Riding On The Backs Of The Fans

With the winter transfer window still upon us, Drew Goodsell asks how much football fans really benefit from ‘lucrative’ shirt sponsorship deals.

Football shirts don’t come cheap. £223m is the total cost borne by corporate sponsors of the Top 20 team shirts as seen on the Premier League pitch, according to sportingintelligence.com. Locally, West Ham United netted £20m over three and half years from Betway – and that’s only for the Betway logo to appear around the Boleyn ground and on 11 first-team claret-and-blue shirts.

But what do West Ham fans get out of this? Is there a pay-off for the punter as a result of these high scoring, shirt sponsoring deals? A short survey of lucrative deals and turnstile ticket prices shows there is no correlation between them.

If sponsorship deals were being used to benefit the fans, we would expect to see ticket prices being held down regardless of the high status of visiting teams. Instead, the continuing variation in turnstile prices suggests that the clubs are NOT passing on the benefits to their loyal supporters.

Yokohama Tyres sponsor Chelsea FC to the tune of £40m a year. This is more than twice the amount brought in under the club’s previous arrangement with Samsung (£18m per year). Yet this increase has made no difference to the paying customers that pack the stadium.
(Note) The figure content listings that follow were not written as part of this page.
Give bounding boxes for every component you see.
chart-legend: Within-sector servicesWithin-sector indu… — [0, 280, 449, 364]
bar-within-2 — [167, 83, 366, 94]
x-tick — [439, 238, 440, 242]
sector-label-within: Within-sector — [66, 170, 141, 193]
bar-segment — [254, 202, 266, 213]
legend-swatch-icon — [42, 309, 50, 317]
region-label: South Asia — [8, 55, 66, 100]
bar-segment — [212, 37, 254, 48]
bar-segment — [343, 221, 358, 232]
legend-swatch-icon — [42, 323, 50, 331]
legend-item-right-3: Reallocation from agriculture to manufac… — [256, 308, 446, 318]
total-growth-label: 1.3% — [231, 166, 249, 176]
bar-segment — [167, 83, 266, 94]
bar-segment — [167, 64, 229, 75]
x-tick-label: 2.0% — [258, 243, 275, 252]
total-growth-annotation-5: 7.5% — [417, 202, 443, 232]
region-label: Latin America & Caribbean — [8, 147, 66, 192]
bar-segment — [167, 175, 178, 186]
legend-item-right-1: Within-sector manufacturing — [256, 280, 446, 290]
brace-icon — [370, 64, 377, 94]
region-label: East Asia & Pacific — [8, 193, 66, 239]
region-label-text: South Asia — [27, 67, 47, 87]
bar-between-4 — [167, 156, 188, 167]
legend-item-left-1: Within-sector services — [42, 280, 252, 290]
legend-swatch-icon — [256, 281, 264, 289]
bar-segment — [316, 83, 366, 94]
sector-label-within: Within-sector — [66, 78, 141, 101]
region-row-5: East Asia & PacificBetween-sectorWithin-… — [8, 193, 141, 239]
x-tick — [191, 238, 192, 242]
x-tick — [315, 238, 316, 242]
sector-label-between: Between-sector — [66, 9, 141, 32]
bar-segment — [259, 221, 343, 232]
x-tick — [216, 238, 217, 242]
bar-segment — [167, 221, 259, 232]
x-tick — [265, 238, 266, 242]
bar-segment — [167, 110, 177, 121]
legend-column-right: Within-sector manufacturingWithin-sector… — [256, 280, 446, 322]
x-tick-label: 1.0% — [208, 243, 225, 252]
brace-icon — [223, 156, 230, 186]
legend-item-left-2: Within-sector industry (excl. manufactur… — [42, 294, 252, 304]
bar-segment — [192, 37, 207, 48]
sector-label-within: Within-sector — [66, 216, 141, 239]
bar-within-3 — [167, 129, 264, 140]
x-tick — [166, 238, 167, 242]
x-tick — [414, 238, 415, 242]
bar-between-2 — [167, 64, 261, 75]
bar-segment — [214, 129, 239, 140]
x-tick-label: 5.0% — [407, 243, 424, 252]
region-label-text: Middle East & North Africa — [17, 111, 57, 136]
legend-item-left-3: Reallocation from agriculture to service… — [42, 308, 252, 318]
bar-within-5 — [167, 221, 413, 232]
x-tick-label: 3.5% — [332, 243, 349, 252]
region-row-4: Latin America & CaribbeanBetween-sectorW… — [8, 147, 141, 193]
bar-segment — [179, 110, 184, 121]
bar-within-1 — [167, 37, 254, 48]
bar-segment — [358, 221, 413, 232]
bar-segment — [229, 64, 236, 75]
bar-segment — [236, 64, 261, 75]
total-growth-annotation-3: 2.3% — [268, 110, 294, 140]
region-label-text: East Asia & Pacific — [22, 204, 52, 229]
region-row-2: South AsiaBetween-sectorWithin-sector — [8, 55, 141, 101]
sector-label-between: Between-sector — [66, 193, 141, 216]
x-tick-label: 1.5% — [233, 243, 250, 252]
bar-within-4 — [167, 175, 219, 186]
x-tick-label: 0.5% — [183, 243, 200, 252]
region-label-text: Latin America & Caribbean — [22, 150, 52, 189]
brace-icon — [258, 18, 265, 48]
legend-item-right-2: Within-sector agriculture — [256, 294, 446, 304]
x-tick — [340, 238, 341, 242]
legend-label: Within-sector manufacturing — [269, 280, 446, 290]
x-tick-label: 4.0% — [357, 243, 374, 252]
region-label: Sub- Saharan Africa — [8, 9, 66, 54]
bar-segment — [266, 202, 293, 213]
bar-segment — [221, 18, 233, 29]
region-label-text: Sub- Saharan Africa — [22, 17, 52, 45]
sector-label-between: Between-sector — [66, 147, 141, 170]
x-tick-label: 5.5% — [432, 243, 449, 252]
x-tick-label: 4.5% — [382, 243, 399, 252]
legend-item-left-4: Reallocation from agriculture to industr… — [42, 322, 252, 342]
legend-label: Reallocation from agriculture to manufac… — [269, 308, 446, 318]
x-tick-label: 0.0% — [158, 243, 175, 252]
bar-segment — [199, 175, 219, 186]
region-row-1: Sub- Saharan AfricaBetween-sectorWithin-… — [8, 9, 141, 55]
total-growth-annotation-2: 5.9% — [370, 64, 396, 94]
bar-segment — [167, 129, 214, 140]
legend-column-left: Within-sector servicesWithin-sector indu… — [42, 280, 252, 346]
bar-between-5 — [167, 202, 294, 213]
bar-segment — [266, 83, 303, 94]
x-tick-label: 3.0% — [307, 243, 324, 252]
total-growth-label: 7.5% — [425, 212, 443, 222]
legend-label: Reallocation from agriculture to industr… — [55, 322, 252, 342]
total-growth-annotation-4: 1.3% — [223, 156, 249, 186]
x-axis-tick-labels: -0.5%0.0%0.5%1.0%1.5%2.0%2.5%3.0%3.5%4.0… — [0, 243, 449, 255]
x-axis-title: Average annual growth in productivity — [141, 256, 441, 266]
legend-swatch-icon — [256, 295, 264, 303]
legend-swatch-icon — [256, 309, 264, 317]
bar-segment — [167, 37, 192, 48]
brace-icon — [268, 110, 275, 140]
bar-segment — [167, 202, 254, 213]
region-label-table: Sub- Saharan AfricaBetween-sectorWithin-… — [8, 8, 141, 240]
The lowest home game ticket price remains £52; and, depending on the status of the opposition, the price of a seat rises to £87.

Despite Arsenal enjoying £30m a year in a shirt sponsorship deal from Emirates, the airline, the Gunners’ ticket price variation is even wider, ranging from £27 for low status visitors up to £97 – twice as much variation as there is at Stamford Bridge.
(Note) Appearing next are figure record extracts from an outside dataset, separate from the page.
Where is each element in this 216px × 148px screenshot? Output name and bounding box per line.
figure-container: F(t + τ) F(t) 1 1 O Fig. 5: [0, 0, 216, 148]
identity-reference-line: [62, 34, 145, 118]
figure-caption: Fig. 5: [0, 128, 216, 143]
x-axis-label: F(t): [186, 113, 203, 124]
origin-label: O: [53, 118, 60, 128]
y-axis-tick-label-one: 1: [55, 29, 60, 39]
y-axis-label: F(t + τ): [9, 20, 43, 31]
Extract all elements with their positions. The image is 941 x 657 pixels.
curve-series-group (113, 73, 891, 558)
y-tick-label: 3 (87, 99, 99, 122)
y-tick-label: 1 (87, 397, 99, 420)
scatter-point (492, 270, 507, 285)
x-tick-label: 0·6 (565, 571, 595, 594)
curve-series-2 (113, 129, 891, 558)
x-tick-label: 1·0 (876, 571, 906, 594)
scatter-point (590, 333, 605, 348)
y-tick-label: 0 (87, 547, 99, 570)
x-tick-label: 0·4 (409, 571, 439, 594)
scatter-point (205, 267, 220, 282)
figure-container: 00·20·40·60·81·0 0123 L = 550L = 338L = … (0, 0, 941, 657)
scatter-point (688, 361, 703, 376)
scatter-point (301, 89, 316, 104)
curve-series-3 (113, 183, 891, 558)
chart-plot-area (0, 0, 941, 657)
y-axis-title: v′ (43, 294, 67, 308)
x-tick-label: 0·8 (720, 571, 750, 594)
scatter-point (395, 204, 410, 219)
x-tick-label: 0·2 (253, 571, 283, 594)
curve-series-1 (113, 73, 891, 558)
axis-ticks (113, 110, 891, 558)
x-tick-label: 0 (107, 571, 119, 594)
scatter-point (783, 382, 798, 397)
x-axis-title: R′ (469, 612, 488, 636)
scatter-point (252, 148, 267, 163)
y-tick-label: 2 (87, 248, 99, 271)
The same degree of variation also occurs at West Ham: £25 a seat when a low status club comes to East London; and £95 when it’s a top drawer team. As far as the fans are concerned, the £6m a year from Betway is nowhere to be seen.

The fact that the punters are not getting much benefit from shirt sponsorship deals, is further confirmed by Premier League newcomers AFC Bournemouth. Their shirt sponsorship revenue currently amounts to a measly £750,000 – 40 times less than the value of the Chelsea deal; but Bournemouth supporters are the only ones who do NOT have to pay extra when a top team comes to their ground. Bournemouth’s owners have settled on a fixed ticket price of £32 which applies to every home game throughout the season.
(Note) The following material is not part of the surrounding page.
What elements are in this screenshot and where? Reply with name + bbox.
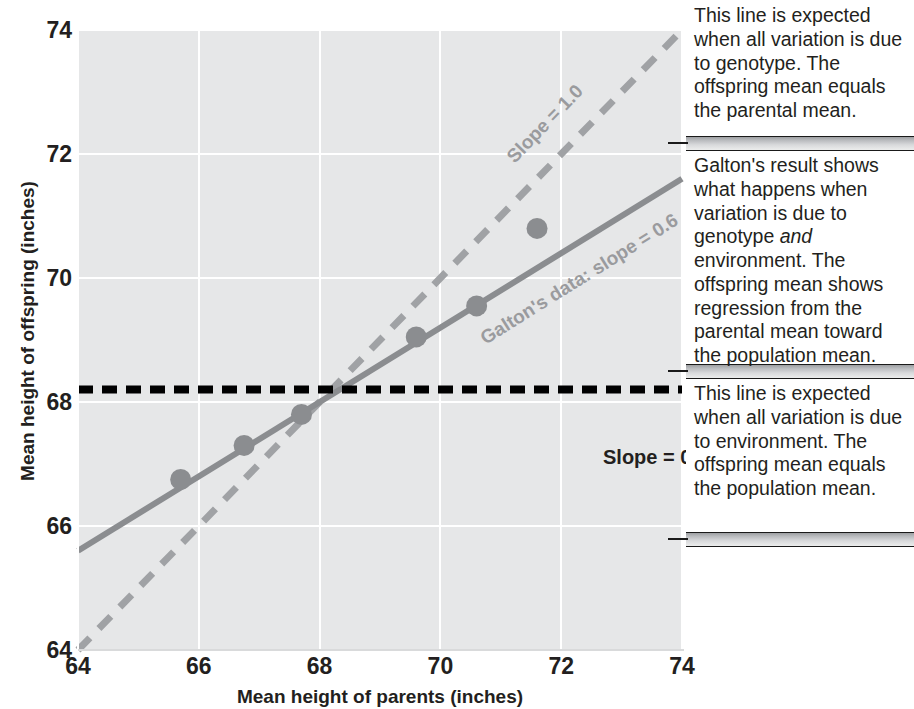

In short, the money put into the clubs through corporate shirt deals clearly has no trickle-down effect on the ticket prices paid by their supporters.

 

Club Shirt Sponsor Value Per Year Cheapest Adult Ticket Most Expensive Adult Ticket
Manchester United Chevrolet £47m £31 £58
Chelsea Yokohama Tyres £40m £52 £87
Arsenal Fly Emirates £30m £27 £97
Liverpool Standard Chartered £25m £37 £59
Manchester City Etihad Airways £20m £42 £58
Tottenham Hotspur AIA £16m £32 £81
Newcastle United Wonga £6m £27 £45
West Ham United Betway £6m £25 £95
Everton Chang Beer £5.3m £35 £49
Aston Villa Intuit Quickbooks £5m £23 £45
Crystal Palace Mansion Casino £5m £23 £45
Sunderland Dafabet £5m £25 £40
Swansea City* GWFX £4m
Stoke City Bet365 £3m £25 £50
Watford 138.com £1.4m £36 £42
West Bromwich Albion TLC Bet £1.2m £25 £39
Leicester City King Power £1m £22 £50
Norwich City Aviva £1m £30 £50
Southampton Veho £1m £34 £54
Bournemouth Mansion Casino £750,000 £32 £32

 

*Swansea City ticket prices not available.